A Good Wine, Like a Friend or Lover, Has Depth and Substance.

Which bottle of wine I'm going to drink tonight or for the week's line-up is a question I ponder incessantly throughout the day.  It's not because I need something wet on the lips so badly that I cannot concentrate in other areas of my life, but  because they're like my friends, these differing potential beings. . . One might even change my life.  It's an exciting prospect.  A bottle of wine is like someone who I haven't seen in awhile, like Brunello; or someone who I miss terribly, like Barolo; and others who live right around the corner, like Rose of Pinot Noir, that are easier to call upon and not offended if you have to cut the night short.  With some friends you really want to understand who they are, where they come from -- their whole history -- what do their parents do? Do they have siblings? Did they struggle or have an easy life?

    A glass of wine can be as heart-warming as a conversation with an old friend and as disappointing as a shitty first date of which you had high expectations: the label looked good; it came from a promising family or neighborhood; it wasn't even inexpensive . . . and then you open the bottle and this wine is just sleeping, dead, boring, perhaps it's full of oak or full of shit, like someone who pretends to be something they are not, trying to mask their shallowness and insufficiencies.

    A good wine, like a friend or lover, has depth and substance.  It doesn't reveal itself completely on the first date.  It is compelling.  It evolves throughout your relationship together.  I didn't always love Barolo.  I didn't understand it in the beginning.  I thought it might be a liar.  I had always rooted for the underdog, not the king or the champion, until one day while traveling through Tuscany my husband introduced me to a 1996 Marchesi di Barolo.  It was an older wine and was much more subtle, definitely not a close talker like some can be, right in your space.  Yet it was powerful and steady . . deeply nuanced into layers that braided back and forth into and out of each other.  It was one of the wines that I shared with my husband when we first fell in love with each other and for that reason it changed my life.

    So I think about these friends of mine, who I've met and who I'd love to get to know and I plot and plan, romantic evenings, dinner with friends, moments alone, picnics under a tree because to me the simple pleasures in life are the ones that carry the most weight.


What's needed is an exact copy of all the data below, without pictures.

Stored dataset items:
'''
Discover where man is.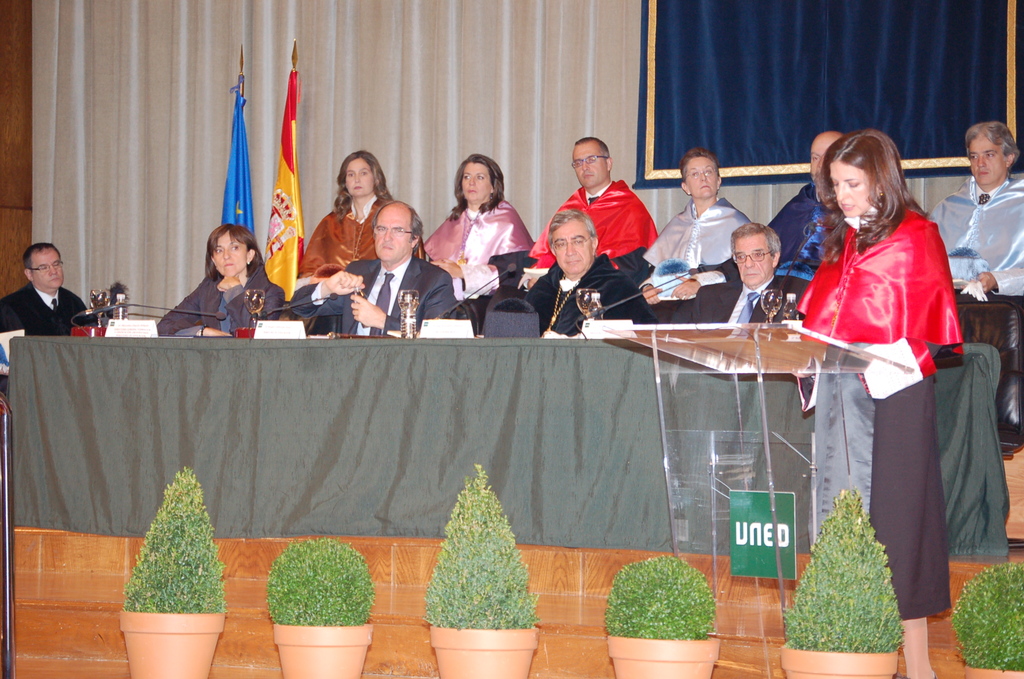
Discovered at l=901, t=127, r=1023, b=425.
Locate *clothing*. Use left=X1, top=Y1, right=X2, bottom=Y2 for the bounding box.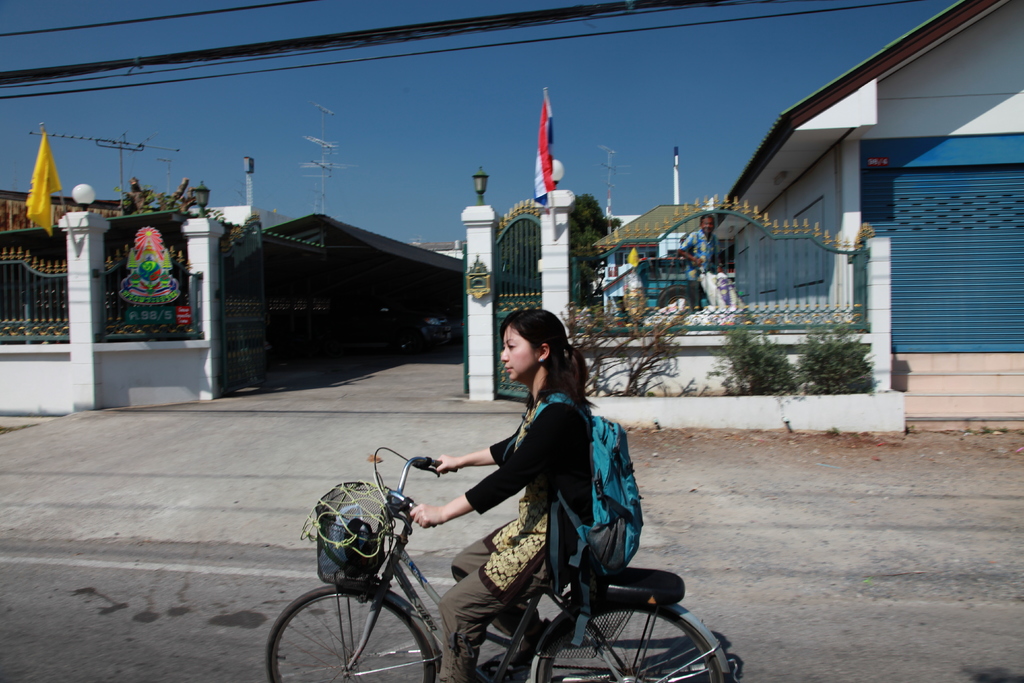
left=440, top=383, right=607, bottom=682.
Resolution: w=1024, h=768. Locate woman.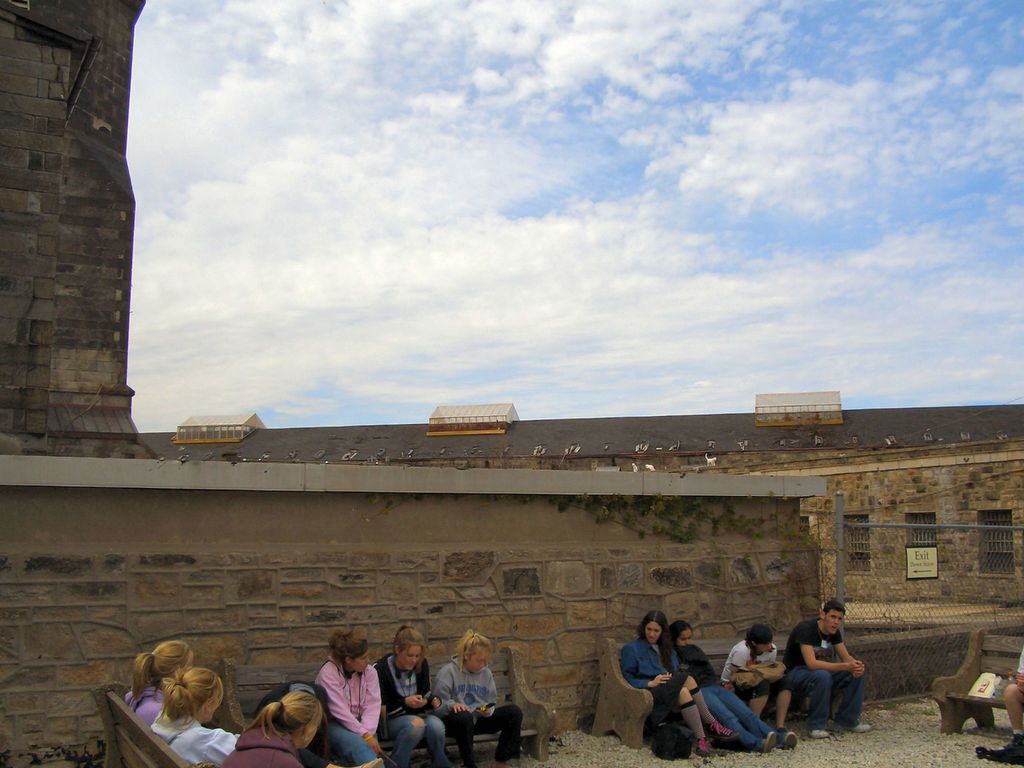
select_region(433, 631, 520, 767).
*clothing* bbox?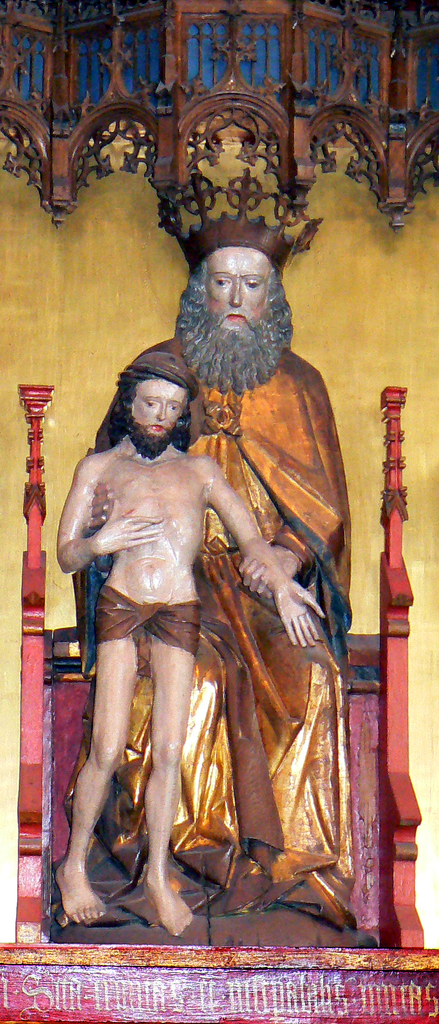
(x1=99, y1=582, x2=202, y2=678)
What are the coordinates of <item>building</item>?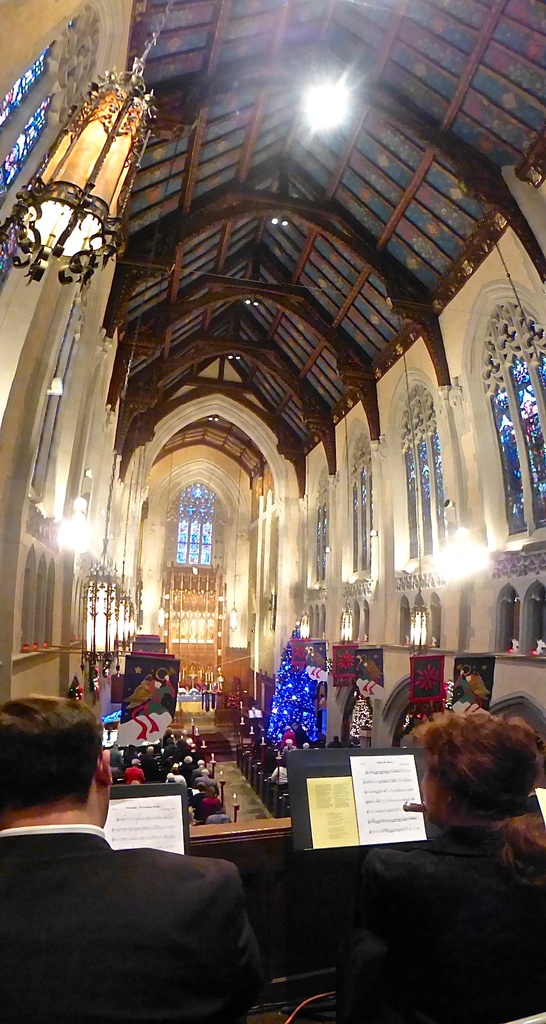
'''
WRITTEN SOLUTION ::
Discover where man is.
Discovered at l=901, t=127, r=1023, b=425.
Locate *clothing*. Use left=X1, top=Y1, right=X2, bottom=Y2 for the bounding box.
left=440, top=383, right=607, bottom=682.
Resolution: w=1024, h=768. Locate woman.
select_region(433, 631, 520, 767).
*clothing* bbox?
(x1=99, y1=582, x2=202, y2=678)
What are the coordinates of <item>building</item>?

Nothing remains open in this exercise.